Posts Tagged ‘Heidelberg Catechism’
One question our Synod has fielded in the past is “Why the Heidelberg Catechism?”.
As our Synodical work progresses, we will be issuing a revision of the Heidelberg Catechism adapted for our own use. But why not begin de novo?
Hopefully our introduction we provide to a work on the Heidelberg helps answer that question.
The Heidelberg Catechism reflects the fruit not only of that generation but represents a crystallization of thought within the Western Christian tradition itself. It stands as witness to the “Catholicity” of the doctrine of Justification by Faith available to all those who find their hope in Jesus Christ alone through faith alone. In our day of increasingly “churchless” Christianity, the Catechism also bears witness to a paradigm for the Christian life that emerges from the Baptismal Covenant.
With Baptism as the starting point, our faith resides in the objective promise of God through the Church (the Body of Christ in its witness). The other alternative is that we are left disastrously to the subjective experience of the autonomous individual who considers himself free to interpret the Bible however he may will and yet claim to be a “Christian”. In other words, the Heidelberg stands as document that connects the primitive catholic tradition with the challenges of our own day.
For these reasons, our Synod builds upon this classic symbol of the faithful and hopes with it to forge a new Reformed and Evangelical consensus. We pray that such a consensus results in a vibrant contemporary mission and ministry for this day and age.
John Nevin’s History and Genius of the Heidelberg Catechism is a short yet powerful work that introduces the Heidelberg Catechism in its original German context.
In the American experience, the Heidelberg Catechism is normally interpreted in correlation with other confessions. In the German Reformed setting in America, it stood alone as the sole confession of that church. That was a unique situation. In Hungary, the Heidelberg Catechism is held in conjunction with the 2nd Helvetic Confession and in churches descended from Holland, that catechism is juxtaposed with the Belgic Confession and the Canons of the Synod of Dordt. American Presbyterians while holding to the Westminster standards often esteemed the Heidelberg catechism highly alongside those documents.
In the original context of the Palatinate, the Heidelberg can be said to be held in conjunction with the prevailing Protestant confession of that day – Melancthon’s Augsburg Confession! When the catechism was tested for it’s orthodoxy, it was by Melancthon’s document that the catechism was judged.
As the Reformed Evangelical Synod of America continues to form, we will adopt a modern language version of the Heidelberg and it will be held in conjunction not only with the historic creeds but also with our own Articles of Religion. These articles are based on the 39 Articles of the Anglican church with our own concerns thoroughly expressed.
Our intention in following this pattern is to create a synod where the Heidelberg Catechism can be lived out in a context very similar to that which formulated the document – a churchly body committed to the historic faith of the church across the ages and renewed in the age of Reformation.
For us, the History and Genius of the Heidelberg Catechism are too wonderful to be left in the past. They must be fleshed out in contemporary mission!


Problem details —
Going from the top of the data below, give again each line through the one containing "Image is 965x460 pixels.", both ends kept.

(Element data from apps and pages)
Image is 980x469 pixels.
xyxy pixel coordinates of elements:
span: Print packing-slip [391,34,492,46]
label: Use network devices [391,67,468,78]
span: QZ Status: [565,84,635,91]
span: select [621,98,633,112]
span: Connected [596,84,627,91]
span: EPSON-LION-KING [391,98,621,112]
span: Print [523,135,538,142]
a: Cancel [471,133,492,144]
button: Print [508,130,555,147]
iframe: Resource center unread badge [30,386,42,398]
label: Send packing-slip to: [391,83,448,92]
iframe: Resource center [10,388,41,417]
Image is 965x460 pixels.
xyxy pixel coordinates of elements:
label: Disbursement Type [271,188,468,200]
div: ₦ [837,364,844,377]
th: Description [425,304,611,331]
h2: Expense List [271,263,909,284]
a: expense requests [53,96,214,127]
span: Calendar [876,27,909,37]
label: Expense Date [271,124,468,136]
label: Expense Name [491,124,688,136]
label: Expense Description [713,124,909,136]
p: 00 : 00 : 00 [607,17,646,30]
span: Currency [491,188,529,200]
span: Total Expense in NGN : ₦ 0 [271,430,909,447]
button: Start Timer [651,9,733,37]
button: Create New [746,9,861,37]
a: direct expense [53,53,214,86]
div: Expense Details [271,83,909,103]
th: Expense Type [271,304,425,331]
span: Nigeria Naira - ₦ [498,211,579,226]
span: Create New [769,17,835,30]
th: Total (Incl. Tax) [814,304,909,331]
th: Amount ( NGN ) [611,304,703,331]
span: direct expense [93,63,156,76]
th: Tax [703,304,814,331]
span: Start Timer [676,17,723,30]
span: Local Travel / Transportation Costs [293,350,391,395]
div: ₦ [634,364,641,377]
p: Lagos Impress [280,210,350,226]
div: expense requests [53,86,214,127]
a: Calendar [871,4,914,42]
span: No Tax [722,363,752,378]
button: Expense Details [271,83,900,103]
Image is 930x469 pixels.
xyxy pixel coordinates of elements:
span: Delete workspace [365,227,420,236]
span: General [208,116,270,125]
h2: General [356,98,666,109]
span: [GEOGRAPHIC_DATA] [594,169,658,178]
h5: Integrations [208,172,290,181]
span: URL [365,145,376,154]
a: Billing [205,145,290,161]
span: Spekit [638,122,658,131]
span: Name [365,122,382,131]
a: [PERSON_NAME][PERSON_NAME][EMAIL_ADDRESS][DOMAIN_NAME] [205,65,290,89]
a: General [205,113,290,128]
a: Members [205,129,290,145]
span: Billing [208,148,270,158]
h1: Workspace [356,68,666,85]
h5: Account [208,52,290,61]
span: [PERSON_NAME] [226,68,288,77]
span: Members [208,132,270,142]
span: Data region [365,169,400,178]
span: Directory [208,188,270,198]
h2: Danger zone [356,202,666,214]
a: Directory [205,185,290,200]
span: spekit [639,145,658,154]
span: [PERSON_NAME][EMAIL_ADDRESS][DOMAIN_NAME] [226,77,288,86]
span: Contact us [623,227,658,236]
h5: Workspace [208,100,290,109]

Response to this exercise —
Image is 980x469 pixels.
xyxy pixel coordinates of elements:
span: Print packing-slip [391,34,492,46]
label: Use network devices [391,67,468,78]
span: QZ Status: [565,84,635,91]
span: select [621,98,633,112]
span: Connected [596,84,627,91]
span: EPSON-LION-KING [391,98,621,112]
span: Print [523,135,538,142]
a: Cancel [471,133,492,144]
button: Print [508,130,555,147]
iframe: Resource center unread badge [30,386,42,398]
label: Send packing-slip to: [391,83,448,92]
iframe: Resource center [10,388,41,417]
Image is 965x460 pixels.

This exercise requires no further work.